In Carlisle, Penrith and the rural villages, tarmac still does the bulk of the work. It's not glamorous; it's correct for a lot of properties.
When resin is the right answer
- Existing tarmac or concrete driveway that's structurally sound but looks tired.
- Front gardens converted to driveways under the SUDS rules — resin's permeability avoids the planning issue.
- Houses where kerb appeal matters more than absolute cost per m².
- Drives that don't take heavy vehicles regularly.
What about block paving?
Block paving is the third option people ask about. Quick view:
- £80–£140 per m² installed.
- 25+ year lifespan.
- Genuinely repairable (lift one block, replace one block).
- Slightly higher maintenance — joint sand washes out, weeds settle in joints unless sealed.
- Suits traditional and Edwardian-style properties particularly well.

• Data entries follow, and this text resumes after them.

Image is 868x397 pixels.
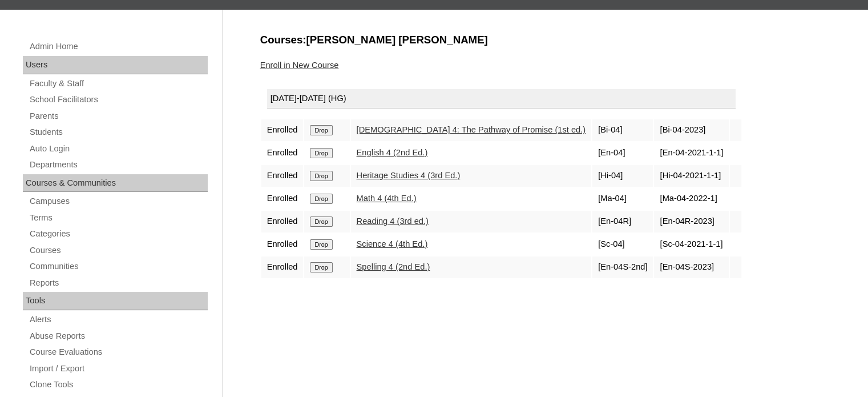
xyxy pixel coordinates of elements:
[310,148,332,158] input: Drop
[29,276,207,290] a: Reports
[29,194,207,208] a: Campuses
[29,244,207,258] a: Courses
[310,125,332,136] input: Drop
[357,148,428,157] a: English 4 (2nd Ed.)
[593,142,653,164] td: [En-04]
[654,188,729,210] td: [Ma-04-2022-1]
[29,362,207,376] a: Import / Export
[262,234,304,256] td: Enrolled
[29,141,207,156] a: Auto Login
[260,33,826,47] h3: Courses:[PERSON_NAME] [PERSON_NAME]
[29,93,207,107] a: School Facilitators
[29,125,207,140] a: Students
[310,171,332,181] input: Drop
[357,171,460,180] a: Heritage Studies 4 (3rd Ed.)
[29,77,207,91] a: Faculty & Staff
[29,227,207,241] a: Categories
[29,260,207,274] a: Communities
[654,256,729,278] td: [En-04S-2023]
[593,256,653,278] td: [En-04S-2nd]
[654,142,729,164] td: [En-04-2021-1-1]
[593,165,653,187] td: [Hi-04]
[593,188,653,210] td: [Ma-04]
[29,211,207,225] a: Terms
[29,39,207,54] a: Admin Home
[310,194,332,204] input: Drop
[310,240,332,250] input: Drop
[29,329,207,343] a: Abuse Reports
[357,240,428,248] a: Science 4 (4th Ed.)
[262,188,304,210] td: Enrolled
[262,142,304,164] td: Enrolled
[262,256,304,278] td: Enrolled
[654,234,729,256] td: [Sc-04-2021-1-1]
[262,165,304,187] td: Enrolled
[654,165,729,187] td: [Hi-04-2021-1-1]
[654,211,729,232] td: [En-04R-2023]
[357,216,428,226] a: Reading 4 (3rd ed.)
[29,345,207,359] a: Course Evaluations
[357,125,586,134] a: [DEMOGRAPHIC_DATA] 4: The Pathway of Promise (1st ed.)
[310,262,332,272] input: Drop
[357,262,430,272] a: Spelling 4 (2nd Ed.)
[267,89,736,109] div: [DATE]-[DATE] (HG)
[262,120,304,141] td: Enrolled
[29,312,207,327] a: Alerts
[593,120,653,141] td: [Bi-04]
[262,211,304,232] td: Enrolled
[23,292,207,310] div: Tools
[357,194,416,203] a: Math 4 (4th Ed.)
[593,211,653,232] td: [En-04R]
[593,234,653,256] td: [Sc-04]
[23,56,207,74] div: Users
[310,216,332,227] input: Drop
[29,378,207,392] a: Clone Tools
[29,157,207,172] a: Departments
[654,120,729,141] td: [Bi-04-2023]
[260,61,339,69] a: Enroll in New Course
[29,109,207,124] a: Parents
[23,174,207,193] div: Courses & Communities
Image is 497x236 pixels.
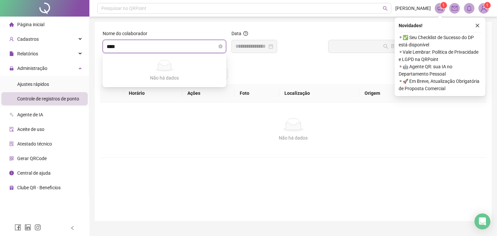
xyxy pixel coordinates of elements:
[443,3,445,8] span: 1
[399,34,481,48] span: ⚬ ✅ Seu Checklist de Sucesso do DP está disponível
[34,224,41,230] span: instagram
[9,156,14,161] span: qrcode
[9,171,14,175] span: info-circle
[9,185,14,190] span: gift
[437,5,443,11] span: notification
[111,74,218,81] div: Não há dados
[279,84,359,102] th: Localização
[103,30,152,37] label: Nome do colaborador
[182,84,234,102] th: Ações
[399,63,481,77] span: ⚬ 🤖 Agente QR: sua IA no Departamento Pessoal
[17,170,51,175] span: Central de ajuda
[17,66,47,71] span: Administração
[479,3,489,13] img: 85695
[440,2,447,9] sup: 1
[70,225,75,230] span: left
[15,224,21,230] span: facebook
[486,3,489,8] span: 1
[383,6,388,11] span: search
[9,127,14,131] span: audit
[9,141,14,146] span: solution
[17,22,44,27] span: Página inicial
[475,23,480,28] span: close
[9,66,14,71] span: lock
[9,37,14,41] span: user-add
[17,126,44,132] span: Aceite de uso
[9,22,14,27] span: home
[399,22,422,29] span: Novidades !
[219,44,222,48] span: close-circle
[231,31,241,36] span: Data
[17,51,38,56] span: Relatórios
[17,112,43,117] span: Agente de IA
[17,156,47,161] span: Gerar QRCode
[328,40,484,53] button: Buscar registros
[108,134,478,141] div: Não há dados
[399,48,481,63] span: ⚬ Vale Lembrar: Política de Privacidade e LGPD na QRPoint
[474,213,490,229] div: Open Intercom Messenger
[17,96,79,101] span: Controle de registros de ponto
[359,84,417,102] th: Origem
[25,224,31,230] span: linkedin
[9,51,14,56] span: file
[395,5,431,12] span: [PERSON_NAME]
[123,84,182,102] th: Horário
[234,84,279,102] th: Foto
[243,31,248,36] span: question-circle
[452,5,458,11] span: mail
[399,77,481,92] span: ⚬ 🚀 Em Breve, Atualização Obrigatória de Proposta Comercial
[17,81,49,87] span: Ajustes rápidos
[17,36,39,42] span: Cadastros
[484,2,491,9] sup: Atualize o seu contato no menu Meus Dados
[17,185,61,190] span: Clube QR - Beneficios
[17,141,52,146] span: Atestado técnico
[466,5,472,11] span: bell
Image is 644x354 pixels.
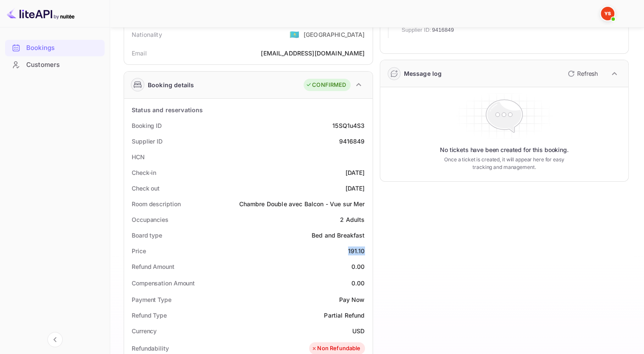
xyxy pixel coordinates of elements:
[132,168,157,177] div: Check-in
[324,311,364,319] div: Partial Refund
[132,153,145,161] div: HCN
[332,121,364,130] div: 15SQ1u4S3
[132,262,174,271] div: Refund Amount
[401,26,432,34] span: Supplier ID:
[563,67,601,81] button: Refresh
[132,199,181,208] div: Room description
[601,7,615,20] img: Yandex Support
[132,326,157,335] div: Currency
[312,231,365,239] div: Bed and Breakfast
[346,184,365,193] div: [DATE]
[132,311,167,319] div: Refund Type
[5,57,105,73] div: Customers
[304,30,365,39] div: [GEOGRAPHIC_DATA]
[260,49,364,57] div: [EMAIL_ADDRESS][DOMAIN_NAME]
[132,49,146,57] div: Email
[132,278,195,287] div: Compensation Amount
[348,246,365,255] div: 191.10
[5,40,105,56] a: Bookings
[340,215,364,224] div: 2 Adults
[352,326,364,335] div: USD
[5,40,105,57] div: Bookings
[404,69,442,77] div: Message log
[290,26,299,42] span: United States
[132,246,146,255] div: Price
[239,199,365,208] div: Chambre Double avec Balcon - Vue sur Mer
[132,184,160,193] div: Check out
[132,231,162,239] div: Board type
[351,278,365,287] div: 0.00
[311,344,360,352] div: Non Refundable
[26,60,100,70] div: Customers
[339,136,364,146] div: 9416849
[438,156,570,171] p: Once a ticket is created, it will appear here for easy tracking and management.
[132,295,171,304] div: Payment Type
[339,295,364,304] div: Pay Now
[132,105,203,114] div: Status and reservations
[148,81,194,89] div: Booking details
[5,57,105,72] a: Customers
[346,168,365,177] div: [DATE]
[7,7,74,20] img: LiteAPI logo
[439,146,569,154] p: No tickets have been created for this booking.
[132,344,169,352] div: Refundability
[132,30,162,39] div: Nationality
[351,262,365,271] div: 0.00
[47,332,63,347] button: Collapse navigation
[132,136,163,146] div: Supplier ID
[577,69,598,77] p: Refresh
[26,43,100,53] div: Bookings
[132,121,162,130] div: Booking ID
[432,26,454,34] span: 9416849
[305,81,346,89] div: CONFIRMED
[132,215,168,224] div: Occupancies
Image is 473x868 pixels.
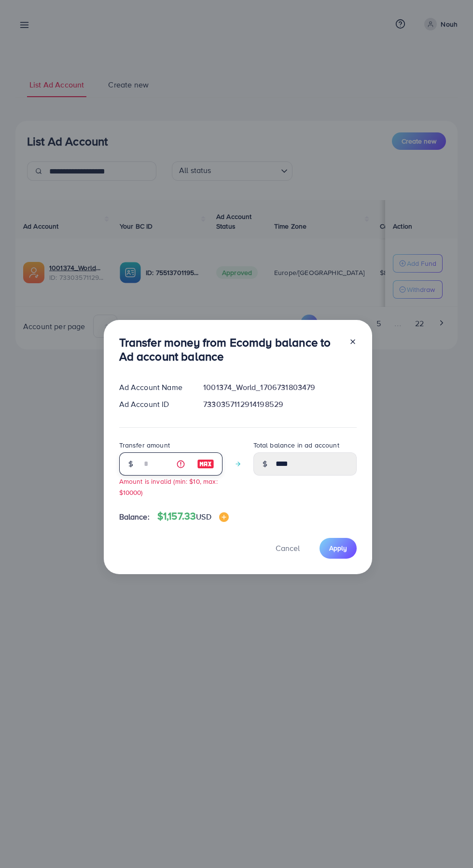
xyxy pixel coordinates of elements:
div: 1001374_World_1706731803479 [196,382,364,393]
img: image [197,458,214,470]
div: 7330357112914198529 [196,399,364,410]
div: Ad Account ID [112,399,196,410]
button: Cancel [263,538,312,558]
img: image [219,512,229,522]
span: USD [196,512,211,522]
button: Apply [320,538,357,558]
label: Transfer amount [120,441,170,450]
h4: $1,157.33 [158,511,229,523]
span: Balance: [120,512,150,523]
span: Apply [329,544,347,553]
h3: Transfer money from Ecomdy balance to Ad account balance [120,336,341,363]
small: Amount is invalid (min: $10, max: $10000) [120,477,217,497]
div: Ad Account Name [112,382,196,393]
label: Total balance in ad account [254,441,340,450]
span: Cancel [275,543,300,553]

For a lot of homeowners, block paving sits at the sweet spot of cost, look and repairability. We install plenty of it.
Maintenance reality
Tarmac: Almost none for the first 8–10 years. After that, consider a reseal coat to refresh the surface — £8–£15 per m². Doesn't fix structural issues, but freshens appearance.
Resin bound: Sweep periodically. Pressure-wash once a year. Won't need anything else for 15+ years if the base is sound and the resin was specified UV-stable.
Block paving: Top up jointing sand every 2–3 years. Re-seal every 5 years if you want to preserve the colour.
The honest verdict
There isn't one. Tarmac wins on cost and traffic tolerance. Resin wins on looks and permeability. Block paving sits between them.
The wrong question is "which is best?" The right question is "what's the existing base, what's the budget, what's the use case, and what does the house look like?"
We'll answer all four on a site visit and tell you honestly which makes sense. No upsell to the more expensive option if the cheaper one is the right answer.
Summary
Tarmac: cheapest, fastest, longest install record, looks functional. Resin bound: SUDS-compliant, decorative, more expensive, needs a sound base. Block paving: middle ground, repairable, traditional looks.
If you're planning a driveway in Carlisle, Annan, Dumfries or anywhere across the Borders, send us the size and current surface and we'll come and walk it.
Tell us about your space — we'll come and look.